# [Task instructions]
Produce one exact copy of the records, no pictures.

----

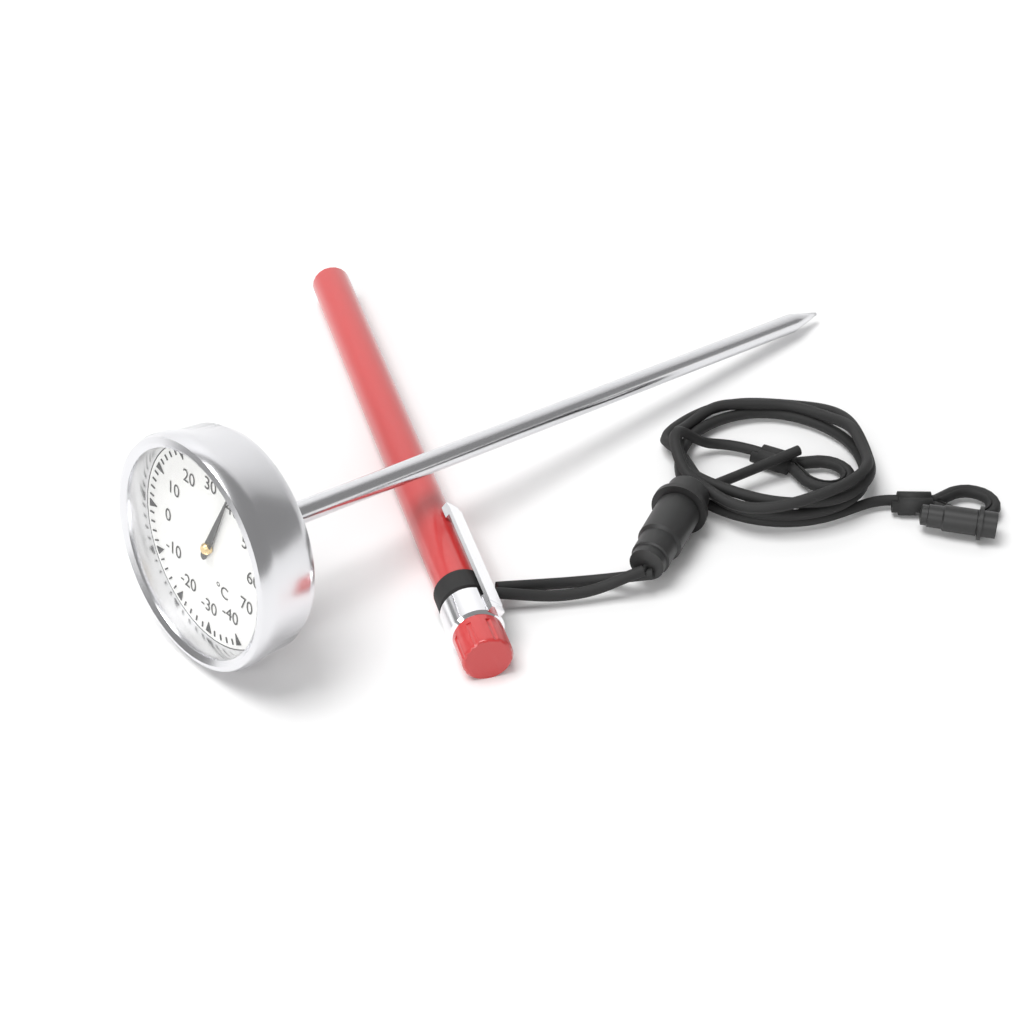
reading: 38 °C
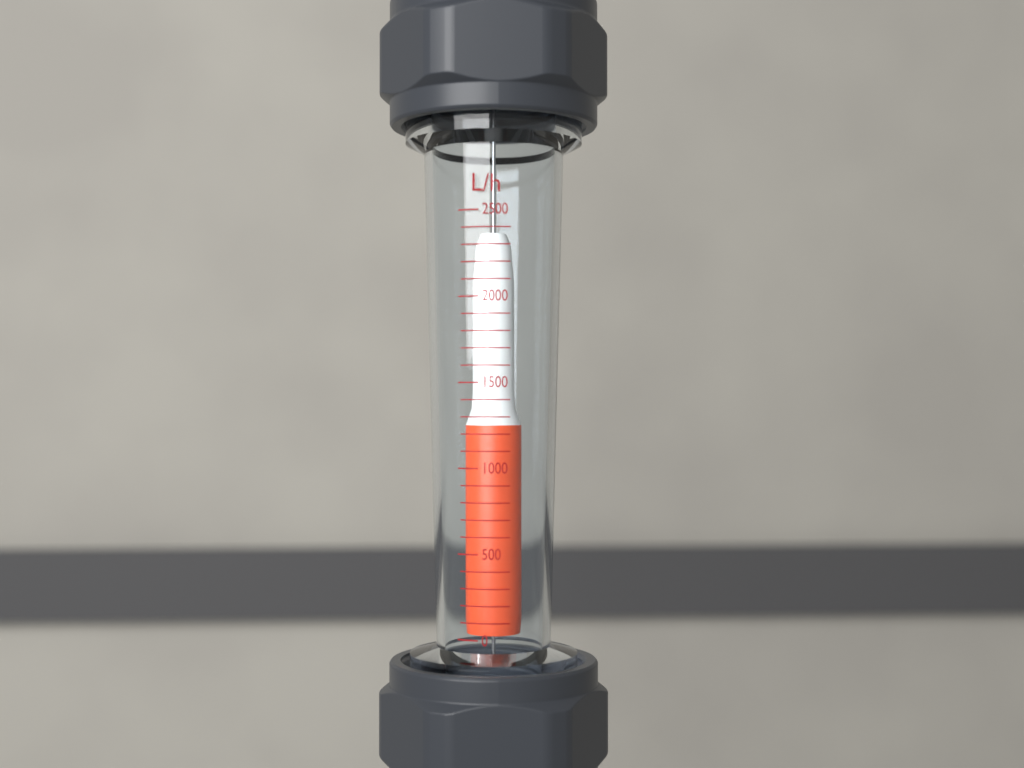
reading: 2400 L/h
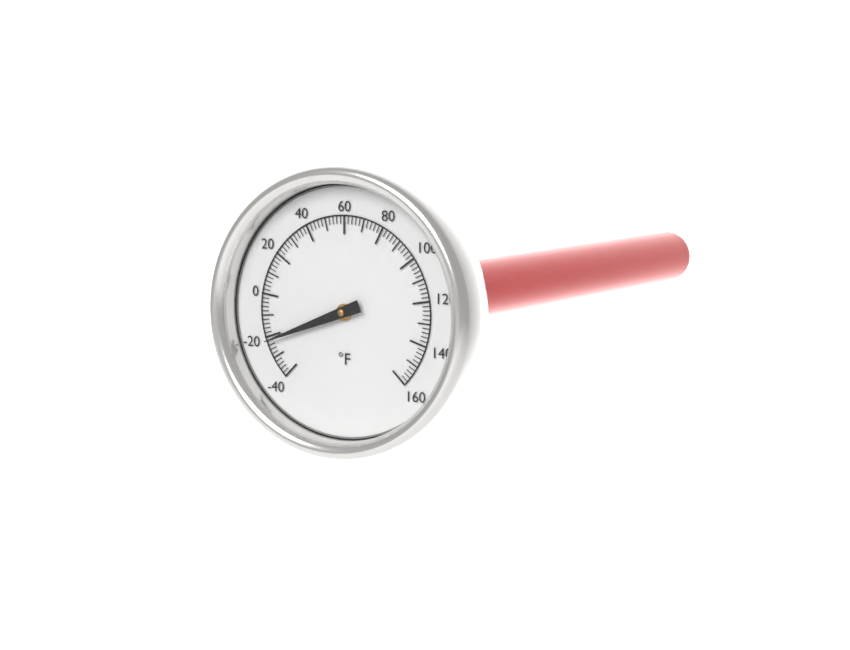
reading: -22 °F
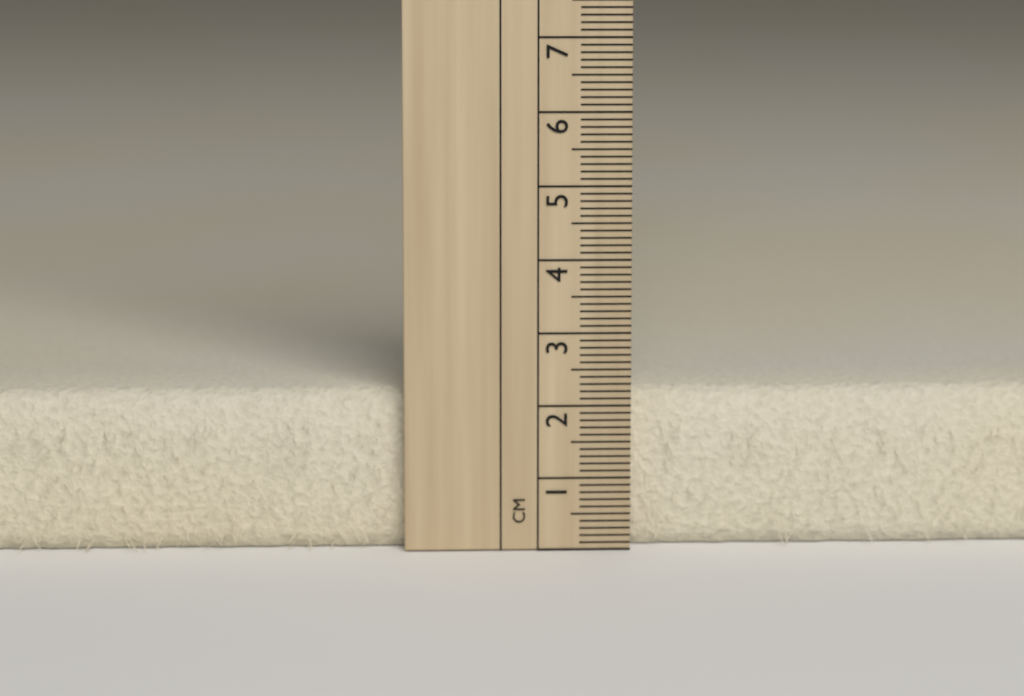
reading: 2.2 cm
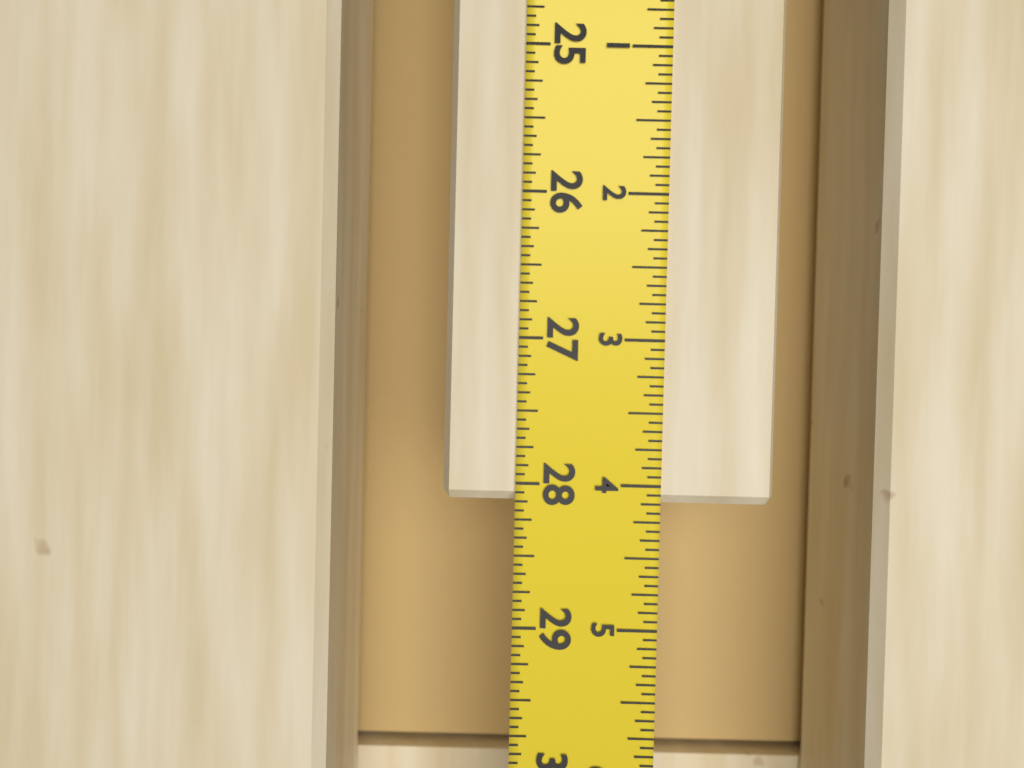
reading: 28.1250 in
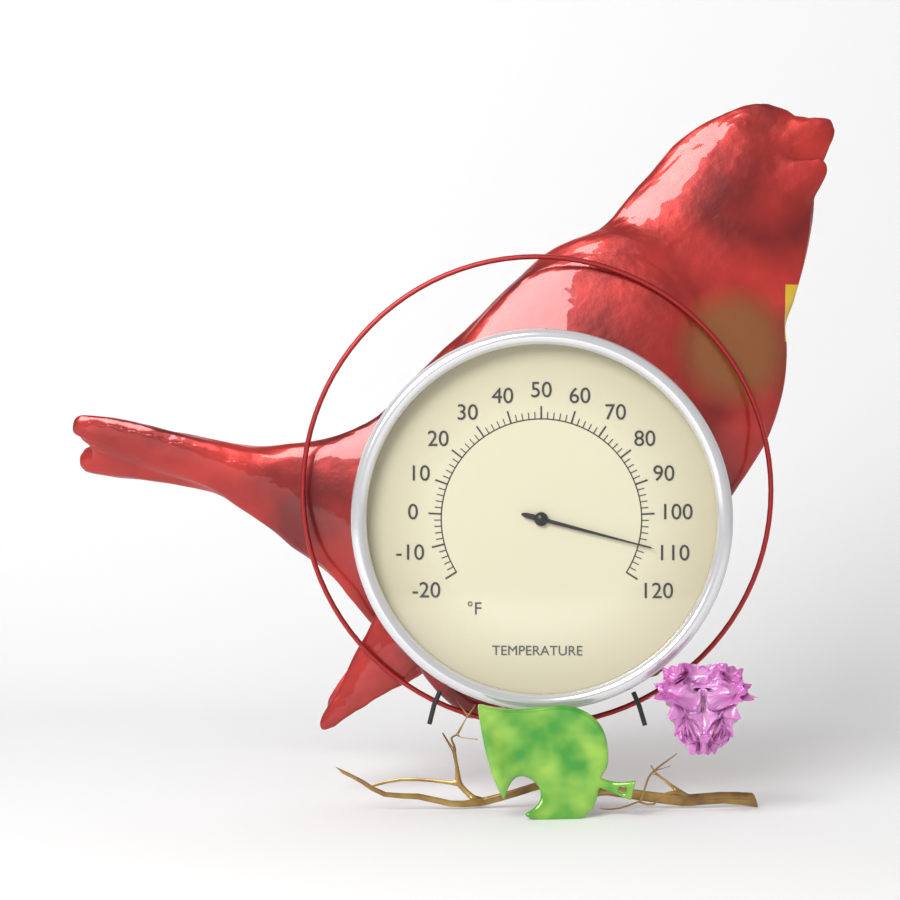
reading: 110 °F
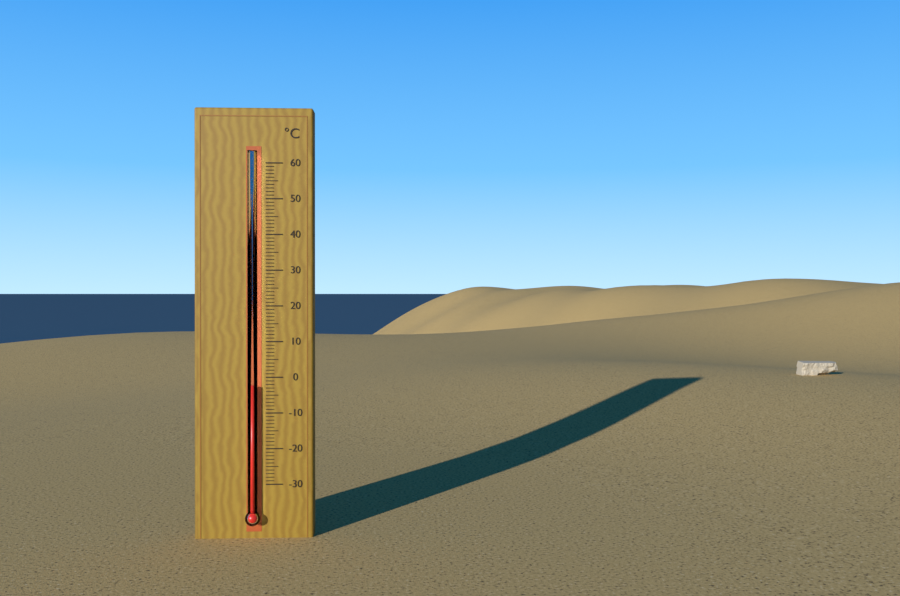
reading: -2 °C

----

# [Exercise solution]
reading: 38 °C
reading: 2400 L/h
reading: -22 °F
reading: 2.2 cm
reading: 28.1250 in
reading: 110 °F
reading: -2 °C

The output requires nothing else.